Recorded data
- - -
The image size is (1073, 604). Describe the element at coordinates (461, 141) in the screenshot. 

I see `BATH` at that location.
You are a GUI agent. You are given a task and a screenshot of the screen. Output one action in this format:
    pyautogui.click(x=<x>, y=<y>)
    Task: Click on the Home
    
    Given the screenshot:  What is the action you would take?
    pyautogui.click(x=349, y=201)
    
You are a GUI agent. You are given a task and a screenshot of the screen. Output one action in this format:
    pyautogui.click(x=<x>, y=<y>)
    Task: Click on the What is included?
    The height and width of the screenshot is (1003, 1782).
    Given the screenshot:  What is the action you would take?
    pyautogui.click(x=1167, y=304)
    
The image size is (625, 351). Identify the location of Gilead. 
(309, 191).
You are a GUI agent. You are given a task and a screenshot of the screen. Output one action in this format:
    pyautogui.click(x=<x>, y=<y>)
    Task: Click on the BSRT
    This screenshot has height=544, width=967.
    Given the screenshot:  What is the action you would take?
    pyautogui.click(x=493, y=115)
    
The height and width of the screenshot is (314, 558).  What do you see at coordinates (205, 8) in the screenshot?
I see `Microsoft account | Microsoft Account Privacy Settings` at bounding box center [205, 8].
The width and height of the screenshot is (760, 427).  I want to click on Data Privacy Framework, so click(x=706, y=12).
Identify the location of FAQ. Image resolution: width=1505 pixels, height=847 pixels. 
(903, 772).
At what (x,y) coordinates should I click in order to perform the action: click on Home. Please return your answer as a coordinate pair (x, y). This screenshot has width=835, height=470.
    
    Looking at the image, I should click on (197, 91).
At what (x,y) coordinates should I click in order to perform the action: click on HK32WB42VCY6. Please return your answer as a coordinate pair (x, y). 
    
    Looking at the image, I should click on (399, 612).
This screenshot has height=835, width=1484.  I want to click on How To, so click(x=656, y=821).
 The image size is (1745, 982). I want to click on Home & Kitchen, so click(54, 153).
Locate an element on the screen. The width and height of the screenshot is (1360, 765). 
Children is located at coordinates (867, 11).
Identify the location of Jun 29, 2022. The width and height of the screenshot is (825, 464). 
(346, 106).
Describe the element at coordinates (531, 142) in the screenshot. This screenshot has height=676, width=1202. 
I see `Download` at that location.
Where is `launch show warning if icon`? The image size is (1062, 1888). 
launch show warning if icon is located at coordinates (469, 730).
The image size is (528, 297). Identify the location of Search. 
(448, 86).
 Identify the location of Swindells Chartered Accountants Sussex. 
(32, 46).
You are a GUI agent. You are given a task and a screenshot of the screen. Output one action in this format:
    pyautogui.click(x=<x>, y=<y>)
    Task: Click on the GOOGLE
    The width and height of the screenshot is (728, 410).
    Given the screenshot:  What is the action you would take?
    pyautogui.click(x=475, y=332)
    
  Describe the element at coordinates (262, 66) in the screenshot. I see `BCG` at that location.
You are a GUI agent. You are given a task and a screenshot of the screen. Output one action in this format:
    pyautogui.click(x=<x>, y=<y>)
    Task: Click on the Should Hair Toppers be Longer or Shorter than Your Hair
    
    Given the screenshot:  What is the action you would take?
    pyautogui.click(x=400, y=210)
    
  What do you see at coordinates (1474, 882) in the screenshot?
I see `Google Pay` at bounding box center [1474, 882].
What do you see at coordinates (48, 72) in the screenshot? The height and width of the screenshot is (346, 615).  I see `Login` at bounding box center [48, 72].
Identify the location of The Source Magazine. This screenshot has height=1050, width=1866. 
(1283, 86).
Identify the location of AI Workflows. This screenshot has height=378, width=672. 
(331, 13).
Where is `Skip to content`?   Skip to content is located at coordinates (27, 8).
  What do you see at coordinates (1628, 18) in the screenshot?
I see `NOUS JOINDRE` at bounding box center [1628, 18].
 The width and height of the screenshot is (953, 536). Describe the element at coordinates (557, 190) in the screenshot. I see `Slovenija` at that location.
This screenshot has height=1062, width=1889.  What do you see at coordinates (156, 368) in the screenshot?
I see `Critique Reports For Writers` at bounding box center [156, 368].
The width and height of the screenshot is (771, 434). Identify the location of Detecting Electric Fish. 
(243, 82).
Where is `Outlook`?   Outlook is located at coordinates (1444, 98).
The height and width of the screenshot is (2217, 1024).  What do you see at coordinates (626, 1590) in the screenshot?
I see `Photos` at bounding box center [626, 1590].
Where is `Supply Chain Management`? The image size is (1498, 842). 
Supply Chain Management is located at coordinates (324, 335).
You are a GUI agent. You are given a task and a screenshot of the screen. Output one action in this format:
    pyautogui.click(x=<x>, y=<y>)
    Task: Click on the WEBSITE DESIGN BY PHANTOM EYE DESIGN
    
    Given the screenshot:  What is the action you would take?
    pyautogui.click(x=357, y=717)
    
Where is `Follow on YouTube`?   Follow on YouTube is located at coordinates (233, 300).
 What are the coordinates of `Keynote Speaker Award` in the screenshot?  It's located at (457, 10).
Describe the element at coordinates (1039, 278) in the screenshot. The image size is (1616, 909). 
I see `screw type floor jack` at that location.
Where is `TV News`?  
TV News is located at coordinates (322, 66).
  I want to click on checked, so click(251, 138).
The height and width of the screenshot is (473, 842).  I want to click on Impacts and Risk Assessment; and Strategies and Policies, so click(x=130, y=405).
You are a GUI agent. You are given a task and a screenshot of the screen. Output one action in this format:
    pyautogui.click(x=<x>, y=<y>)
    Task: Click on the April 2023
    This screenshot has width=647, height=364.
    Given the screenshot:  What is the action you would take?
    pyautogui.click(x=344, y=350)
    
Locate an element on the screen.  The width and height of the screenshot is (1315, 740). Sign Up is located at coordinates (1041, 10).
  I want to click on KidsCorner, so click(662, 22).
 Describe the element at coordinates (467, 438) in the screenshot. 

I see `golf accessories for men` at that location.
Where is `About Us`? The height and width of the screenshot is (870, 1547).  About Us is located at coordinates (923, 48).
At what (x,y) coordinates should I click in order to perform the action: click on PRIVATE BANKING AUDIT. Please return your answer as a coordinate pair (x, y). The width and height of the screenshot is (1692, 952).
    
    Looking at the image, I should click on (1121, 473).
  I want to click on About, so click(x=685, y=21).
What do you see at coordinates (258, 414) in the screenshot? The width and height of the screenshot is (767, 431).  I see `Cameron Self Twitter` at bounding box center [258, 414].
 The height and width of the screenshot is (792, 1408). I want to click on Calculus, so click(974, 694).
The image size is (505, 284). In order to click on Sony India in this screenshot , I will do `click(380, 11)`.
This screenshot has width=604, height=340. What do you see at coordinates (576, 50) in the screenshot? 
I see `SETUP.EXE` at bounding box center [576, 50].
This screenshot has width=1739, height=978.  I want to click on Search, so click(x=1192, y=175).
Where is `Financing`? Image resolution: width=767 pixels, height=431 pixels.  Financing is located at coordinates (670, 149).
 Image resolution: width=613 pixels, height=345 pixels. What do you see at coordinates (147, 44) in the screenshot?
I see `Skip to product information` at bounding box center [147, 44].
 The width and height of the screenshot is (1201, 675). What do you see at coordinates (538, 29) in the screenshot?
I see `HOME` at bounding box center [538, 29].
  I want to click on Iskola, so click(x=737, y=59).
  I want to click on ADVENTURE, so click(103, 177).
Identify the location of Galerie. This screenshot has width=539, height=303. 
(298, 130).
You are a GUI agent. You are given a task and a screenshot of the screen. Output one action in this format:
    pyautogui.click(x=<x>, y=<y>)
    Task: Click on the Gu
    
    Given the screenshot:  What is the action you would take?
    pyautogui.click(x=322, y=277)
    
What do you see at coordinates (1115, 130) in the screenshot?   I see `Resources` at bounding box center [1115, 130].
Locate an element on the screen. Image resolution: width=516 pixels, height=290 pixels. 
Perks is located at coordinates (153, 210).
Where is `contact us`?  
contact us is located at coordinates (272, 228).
- - -
## What needs to be done
Start at the first line of the entries and stop at the line with "The height and width of the screenshot is (1003, 1782).". Retype each of those lines exactly, both ends included.

## Result for this task
The image size is (1073, 604). Describe the element at coordinates (461, 141) in the screenshot. 

I see `BATH` at that location.
You are a GUI agent. You are given a task and a screenshot of the screen. Output one action in this format:
    pyautogui.click(x=<x>, y=<y>)
    Task: Click on the Home
    
    Given the screenshot:  What is the action you would take?
    pyautogui.click(x=349, y=201)
    
You are a GUI agent. You are given a task and a screenshot of the screen. Output one action in this format:
    pyautogui.click(x=<x>, y=<y>)
    Task: Click on the What is included?
    The height and width of the screenshot is (1003, 1782).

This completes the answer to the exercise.